This year at SC14 in New Orleans, the SCI Institute presented demos at three locations: Utah, KAUST and DOE booths. Demonstrations all involved remote data visualization streaming from CHPC in Utah, Argonne National Laboratory, and KAUST (Saudi Arabia).

 

Molecular and Materials Visualizations, in collaboration with Intel and Argonne National Laboratory

KenIchi

IntelAaron

Particledetonation

Ken-ichi Nomura (University of Southern California), discusses multi-field molecular orbital data from a LiAl-water DFT simulation conducted at Argonne National Laboratory. Live visualizations were shown using ANL's VL3-nanovol software. Aaron Knoll demonstrates various particle and molecular visualization methods on CPU, GPU, and Intel Xeon Phi, under development as part of the Intel Parallel Computing Center at the University of Utah, and in collaboration with Argonne National Laboratory. Live remote rendering of multi-timestep 180 million particle detonation-to-deflagration simulation in Uintah, from a large-memory workstation at CHPC. Data courtesy of Jacqueline Beckvermit, University of Utah. Newer Uintah simulations are being computed on Mira at Argonne National Laboratory, as part of the ALCF INCITE program.

 

 

 

Uintah CFD simulation framework

At SC14 we demonstrated a live run of the Uintah CFD simulation framework using the ash cluster at CHPC to simulate the mixing that occurs when two fluids moving in opposite directions begin to interact. The characteristic effect can be seen when thin layers of clouds in one layer of the atmosphere start to curl into a different velocity region of air above or below them.

Simulation creator Tony Saad from the University of Utah Institute for Clean and Secure Energy (ICSE, Dr. Phil Smith's group), describres the process as follows:
The fluid on top is moving in the (+X, +Y) direction while the fluid at the bottom is moving in the (-X,-Y) direction. The interface is perturbed a bit to trigger the instability, which is reminiscent of what is called the Kelvin-Helmholtz instability that you often see in the atmosphere around clouds although this simulation is at constant density and the streams are moving in opposite directions.

Cam2 Cam3 demoCameron

Screenshots from the demonstation at 128^3 (left) of an advanced timestep of the simulation, and another at 512^3 (right) at an earlier timestep.We ran the simulation at up to 512^3 resolution, outputting four double precision variables at each timestep, which added up to about 10Tb of data produced during the live demos (from KAUST, Saudi Arabia).

 

Paper Presentations - publications in Proceedings of the International Conference for High Performance Computing, Networking, Storage and Analysis, IEEE Press

SC Aaditya talk SC Sidharth talk
Aaditya Landge presented "In-situ feature extraction of large scale combustion simulations using segmented merge trees". Sidharth Kumar presented "Efficient I/O and storage of adaptive-resolution data".

 

Parallel IDX I/O library for large-scale simulations

We also presented Parallel IDX (PIDX), a high performance I/O library that stores simulation output in a hierarchical-Z (HZ) ordering, translating data from Cartesian coordinates to a one-dimensional array ordered by locality at different resolution levels.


▶ [To do]:
An exact copy of the entries is required, excluding any pictures.

Items from a figure collection

== Segment start ==

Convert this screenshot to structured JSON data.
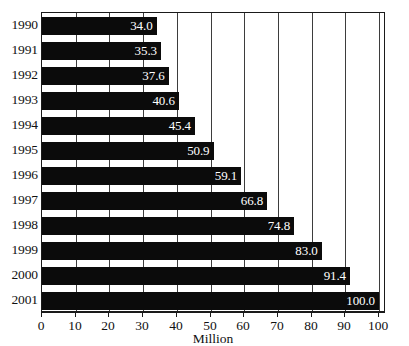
{
  "chart_data": {
    "type": "bar",
    "orientation": "horizontal",
    "title": "",
    "subtitle": "",
    "xlabel": "Million",
    "ylabel": "",
    "categories": [
      "1990",
      "1991",
      "1992",
      "1993",
      "1994",
      "1995",
      "1996",
      "1997",
      "1998",
      "1999",
      "2000",
      "2001"
    ],
    "values": [
      34.0,
      45.4,
      37.6,
      40.6,
      45.4,
      50.9,
      59.1,
      66.8,
      74.8,
      83.0,
      91.4,
      100.0
    ],
    "bars": [
      {
        "category": "1990",
        "value": 34.0,
        "label": "34.0"
      },
      {
        "category": "1991",
        "value": 35.3,
        "label": "35.3"
      },
      {
        "category": "1992",
        "value": 37.6,
        "label": "37.6"
      },
      {
        "category": "1993",
        "value": 40.6,
        "label": "40.6"
      },
      {
        "category": "1994",
        "value": 45.4,
        "label": "45.4"
      },
      {
        "category": "1995",
        "value": 50.9,
        "label": "50.9"
      },
      {
        "category": "1996",
        "value": 59.1,
        "label": "59.1"
      },
      {
        "category": "1997",
        "value": 66.8,
        "label": "66.8"
      },
      {
        "category": "1998",
        "value": 74.8,
        "label": "74.8"
      },
      {
        "category": "1999",
        "value": 83.0,
        "label": "83.0"
      },
      {
        "category": "2000",
        "value": 91.4,
        "label": "91.4"
      },
      {
        "category": "2001",
        "value": 100.0,
        "label": "100.0"
      }
    ],
    "xlim": [
      0,
      100
    ],
    "xticks": [
      0,
      10,
      20,
      30,
      40,
      50,
      60,
      70,
      80,
      90,
      100
    ],
    "xticklabels": [
      "0",
      "10",
      "20",
      "30",
      "40",
      "50",
      "60",
      "70",
      "80",
      "90",
      "100"
    ],
    "grid": {
      "vertical": true,
      "horizontal": false
    },
    "legend": {
      "visible": false,
      "position": "none"
    },
    "colors": {
      "bar": "#0b0b0b",
      "bar_value_text": "#ffffff",
      "gridline": "#3d3d3d",
      "axis": "#1a1a1a",
      "background": "#ffffff",
      "text": "#111111"
    }
  }
}
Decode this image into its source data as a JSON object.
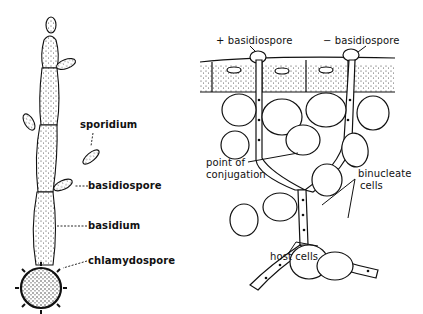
{
  "figure": {
    "left_panel": {
      "name": "smut fungus basidium germinating from chlamydospore",
      "labels": {
        "sporidium": "sporidium",
        "basidiospore": "basidiospore",
        "basidium": "basidium",
        "chlamydospore": "chlamydospore"
      }
    },
    "right_panel": {
      "name": "basidiospore infection and conjugation in host tissue",
      "labels": {
        "plus_basidiospore": "+ basidiospore",
        "minus_basidiospore": "− basidiospore",
        "point_of_conjugation_line1": "point of",
        "point_of_conjugation_line2": "conjugation",
        "binucleate_line1": "binucleate",
        "binucleate_line2": "cells",
        "host_cells": "host cells"
      }
    },
    "colors": {
      "ink": "#111111",
      "background": "#ffffff",
      "stipple": "#333333"
    }
  }
}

== Segment end ==

▶ [Task response]:
Convert this screenshot to structured JSON data.
{
  "chart_data": {
    "type": "bar",
    "orientation": "horizontal",
    "title": "",
    "subtitle": "",
    "xlabel": "Million",
    "ylabel": "",
    "categories": [
      "1990",
      "1991",
      "1992",
      "1993",
      "1994",
      "1995",
      "1996",
      "1997",
      "1998",
      "1999",
      "2000",
      "2001"
    ],
    "values": [
      34.0,
      45.4,
      37.6,
      40.6,
      45.4,
      50.9,
      59.1,
      66.8,
      74.8,
      83.0,
      91.4,
      100.0
    ],
    "bars": [
      {
        "category": "1990",
        "value": 34.0,
        "label": "34.0"
      },
      {
        "category": "1991",
        "value": 35.3,
        "label": "35.3"
      },
      {
        "category": "1992",
        "value": 37.6,
        "label": "37.6"
      },
      {
        "category": "1993",
        "value": 40.6,
        "label": "40.6"
      },
      {
        "category": "1994",
        "value": 45.4,
        "label": "45.4"
      },
      {
        "category": "1995",
        "value": 50.9,
        "label": "50.9"
      },
      {
        "category": "1996",
        "value": 59.1,
        "label": "59.1"
      },
      {
        "category": "1997",
        "value": 66.8,
        "label": "66.8"
      },
      {
        "category": "1998",
        "value": 74.8,
        "label": "74.8"
      },
      {
        "category": "1999",
        "value": 83.0,
        "label": "83.0"
      },
      {
        "category": "2000",
        "value": 91.4,
        "label": "91.4"
      },
      {
        "category": "2001",
        "value": 100.0,
        "label": "100.0"
      }
    ],
    "xlim": [
      0,
      100
    ],
    "xticks": [
      0,
      10,
      20,
      30,
      40,
      50,
      60,
      70,
      80,
      90,
      100
    ],
    "xticklabels": [
      "0",
      "10",
      "20",
      "30",
      "40",
      "50",
      "60",
      "70",
      "80",
      "90",
      "100"
    ],
    "grid": {
      "vertical": true,
      "horizontal": false
    },
    "legend": {
      "visible": false,
      "position": "none"
    },
    "colors": {
      "bar": "#0b0b0b",
      "bar_value_text": "#ffffff",
      "gridline": "#3d3d3d",
      "axis": "#1a1a1a",
      "background": "#ffffff",
      "text": "#111111"
    }
  }
}
Decode this image into its source data as a JSON object.
{
  "figure": {
    "left_panel": {
      "name": "smut fungus basidium germinating from chlamydospore",
      "labels": {
        "sporidium": "sporidium",
        "basidiospore": "basidiospore",
        "basidium": "basidium",
        "chlamydospore": "chlamydospore"
      }
    },
    "right_panel": {
      "name": "basidiospore infection and conjugation in host tissue",
      "labels": {
        "plus_basidiospore": "+ basidiospore",
        "minus_basidiospore": "− basidiospore",
        "point_of_conjugation_line1": "point of",
        "point_of_conjugation_line2": "conjugation",
        "binucleate_line1": "binucleate",
        "binucleate_line2": "cells",
        "host_cells": "host cells"
      }
    },
    "colors": {
      "ink": "#111111",
      "background": "#ffffff",
      "stipple": "#333333"
    }
  }
}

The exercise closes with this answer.